On top of the ground, the painter began by loosely sketching in the composition with black paint. With the sketch as a guide, he then constructed the painting inexactly with broad, dark, sketchy paint applied in a variety of thicknesses in the boots and background and with impastoed, shorter, thicker strokes in a wider range of colors to suggest the fur of the hare. Examination with infrared reflectography did not reveal any sign of underdrawing. The surface is coated with a thin, even, dull application of natural resin varnish on which a considerable layer of grime has accumulated.
Michael Swicklik
July 24, 2024
Bibliography
- 1940
- Bird, Paul.

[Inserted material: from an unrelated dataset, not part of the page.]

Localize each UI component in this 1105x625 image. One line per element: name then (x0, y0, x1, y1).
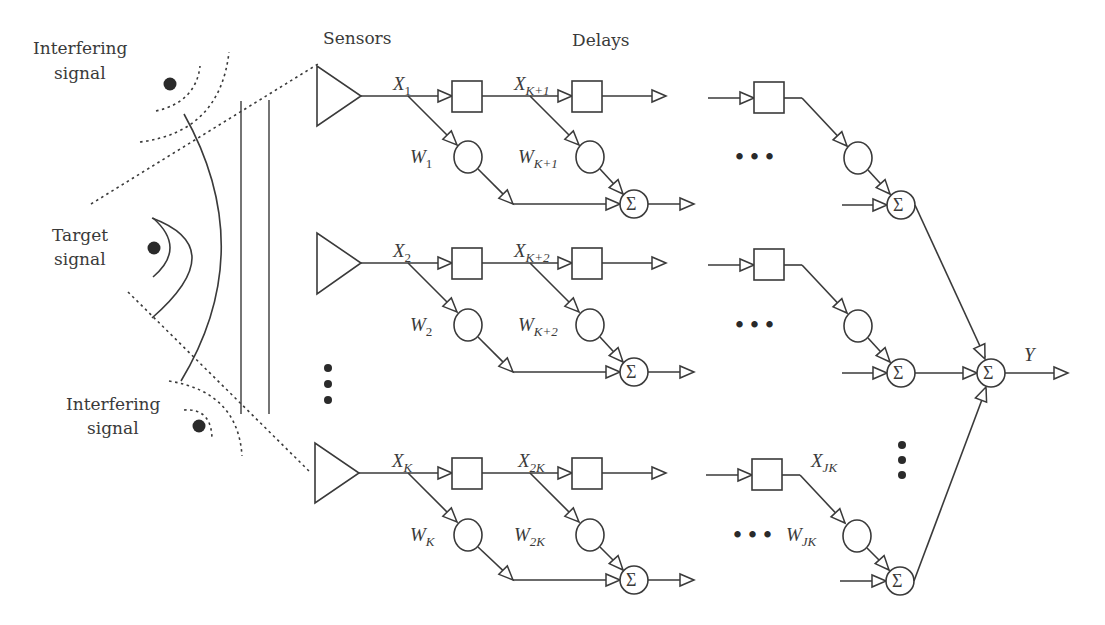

Fifty Paintings by Walt Kuhn. New York, 1940: 2, repro.
- 1978
- Adams, Philip Rhys. Walt Kuhn, Painter: His Life and Work. Columbus, OH, 1978: 104-105, 250, no. 169, pl. 48, color repro.
- 1980
- American Paintings: An Illustrated Catalogue. National Gallery of Art, Washington, 1980: 190, repro.
- 1981
- Williams, William James. A Heritage of American Paintings from the National Gallery of Art. New York, 1981: 225, repro. 227.
- 1992
- American Paintings: An Illustrated Catalogue. National Gallery of Art, Washington, 1992: 222, repro.